In the morning they breakfasted on a mix of nuts and berries.

“So what now?” he asked her, trying to still the shake of his hands, the quaver in his voice.

She shrugged. “I guess I go home. I don’t think I’ll have much of mood for adventuring for a long time.” She rummaged in a pouch and pulled out a gleaming, irregularly shaped, deep red gemstone. “I found this and a few more like it beyond the Crystalline Gallery of the Long Crack. I think it’ll make life easy for me and my family.”

Hal grimaced. “It won’t make you safe, though. Money just makes you more of a target.”

“You think I’m better off poor?”

“I think you’re better off here.” There, he’d said it.

“Hal — ” She started, but just then he launched himself from his seat and pressed his lips on hers, awkwardly half-crouched over her. She didn’t push him away, but didn’t respond either.
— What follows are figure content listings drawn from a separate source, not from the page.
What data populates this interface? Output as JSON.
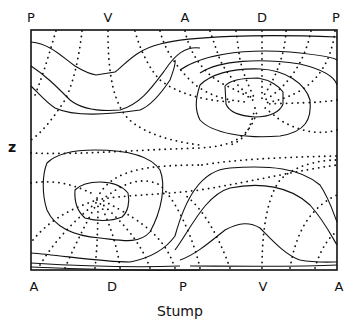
{
  "diagram": {
    "top_labels": [
      "P",
      "V",
      "A",
      "D",
      "P"
    ],
    "bottom_labels": [
      "A",
      "D",
      "P",
      "V",
      "A"
    ],
    "y_label": "z",
    "x_title": "Stump",
    "line_color": "#111111",
    "frame": {
      "x": 30,
      "y": 30,
      "width": 308,
      "height": 240
    }
  }
}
“I love you,” he said when he pulled away. “I… I let myself love you. I haven’t let myself love anything in so long and it hit me like a rock giant’s fist. You don’t know how I’ve worried, sending you through those doors all the time. I can’t bear the thought of you living out there again, where death waits around every corner. Stay here with me. Where it’s safe and we can be happy.”

“Honestly, I’ve thought about it. About the life you lead here.”

Her eyes were wide and deep and she took his chin in his hands.

“There’s something I realized when I was in the mirrored city. The people there — according to their myths, they once had bodies like you and me, but they angered the gods and their rivers dried up and their crops failed. In order to survive they cast a great spell that transformed them into beings of the tain, living forever in slips of light. They could vibrate the silver, make an approximation of human speech that sounds like distantly ringing bells.

“They asked me what is was like to hold someone, to stand beneath the rain and feel the drops on my skin, to feel physical pain. They thought these things, lost to them, were so curious and strange and fascinating.”

She took Hal’s hands into hers as he sank to his knees before her, not knowing where she was going with this but not feeling good about it.

“It’s a kind of death,” she said. “If you lose things like feeling and holding, being with others, you lose what it means to be a person. This life, alone in this cold empty place-between-places, everything the same day after day, it’s not a life at all. You might as well be in the grave.”

He opened his mouth to speak but stopped when she shook her head.

“I’m going home, Hal,” she said. “It’s a little town called Deiffebeg on the river Lud. You can come and find me there. We’ll start over.” She smiled, “I’d like that.”

He started to formulate arguments in his head, why she should stay, but they all fell flat before he could put them into words. Instead, she took his hand and they walked in silence until they arrived at the gallery of her homeland, the floor covered with a bed of soil and wild grasses that came up to their knees.

She kissed him on the cheek. “I’ll see you soon?” she said. When he didn’t respond, she glanced back once with her warm, sad eyes before she vanished through the door.

He stared squinting at the shimmering light and took a breath, toes just at the threshold.


Eric Rosenfield lives in Brooklyn and works in digital comics. He can be found on the internet at ericrosenfield.com.